September 27, 2022

TikTok May Face $29 Million Fine for Failing to Protect Children’s Privacy

British regulators have sent a warning notice to the company, the first major case under new rules in Britain that protect minors online.

TikTok, the popular video-sharing app, may face a fine of £27 million, or about $29 million, for failing to protect children’s privacy in the United Kingdom.

In the first major case under new British rules protecting minors online, British regulators on Monday sent a warning notice to TikTok saying the company had handled youngsters’ information without appropriate permission from their parents, processed sensitive details without the legal grounds to do so and failed to explain the platform’s data practices in ways that children could easily understand.

While the findings are provisional, the legal document sent to TikTok by Britain’s data protection agency, the Information Commissioner’s Office, constitutes a formal notification that regulators intend to impose a fine.

It is not the first time that the video-sharing app has faced charges of failing to protect the privacy of younger users. In 2019, Musical.ly, the operators of the platform now known as TikTok, agreed to pay a fine of $5.7 million to settle federal charges that it had violated the federal children’s online privacy law in the United States.

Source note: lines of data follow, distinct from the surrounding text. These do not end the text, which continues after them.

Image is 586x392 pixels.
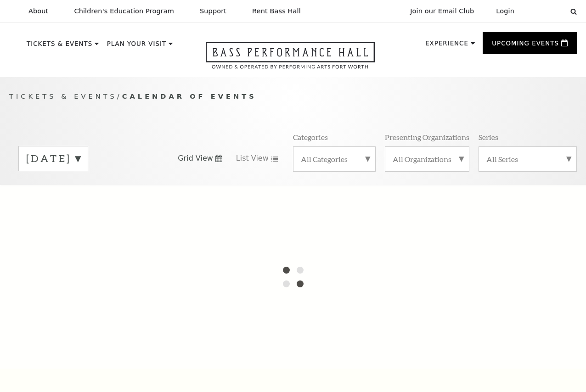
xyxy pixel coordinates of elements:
select: Select: [529,7,562,16]
p: Series [479,132,498,142]
label: All Categories [301,154,368,164]
p: Experience [425,40,468,51]
label: [DATE] [26,151,80,166]
p: Children's Education Program [74,7,174,15]
span: List View [236,153,269,163]
p: / [9,91,577,103]
p: Plan Your Visit [107,41,167,52]
p: Upcoming Events [492,40,559,51]
p: About [28,7,48,15]
span: Calendar of Events [122,92,257,100]
p: Categories [293,132,328,142]
p: Presenting Organizations [385,132,469,142]
span: Tickets & Events [9,92,117,100]
p: Support [200,7,227,15]
span: Grid View [178,153,213,163]
p: Rent Bass Hall [252,7,301,15]
p: Tickets & Events [27,41,92,52]
label: All Series [486,154,569,164]
label: All Organizations [393,154,462,164]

The British announcement comes as the U.S. government is working to resolve national security concerns with TikTok, which is owned by the Chinese internet giant ByteDance.

In a statement, TikTok said it disagreed with the findings of the Information Commissioner’s Office, noting that they were provisional. “While we respect the ICO’s role in safeguarding privacy in the U.K., we disagree with the preliminary views expressed and intend to formally respond to the ICO in due course,” the statement said.

The privacy complaint against TikTok comes one year after Britain instituted sweeping new online protections for minors, called the Children’s Code.

Those rules require online services like social networks and video game platforms to design their products and features with the best interests of children in mind. The rules also require online services likely to be used by children to turn on the highest privacy settings for young users and prohibits those services from tracking children’s precise locations.

In the months before the Children’s Code took effect in Britain last year, popular social apps like YouTube, Snap, TikTok and Instagram announced they were boosting protections for children.

British regulators said the TikTok investigation was part of a much wider effort in the United Kingdom to ensure companies are complying with the new rules.

“We are currently looking into how over 50 different online services are conforming with the Children’s Code,” John Edwards, the U.K. information commissioner, said in a statement, “and have six ongoing investigations looking into companies providing digital services who haven’t, in our initial view, taken their responsibilities around child safety seriously enough.”

Two weeks ago, California enacted a sweeping new online safety law for minors inspired by the British effort. The new legislation, which is to take effect in 2024, is called the California Age-Appropriate Design Code Act.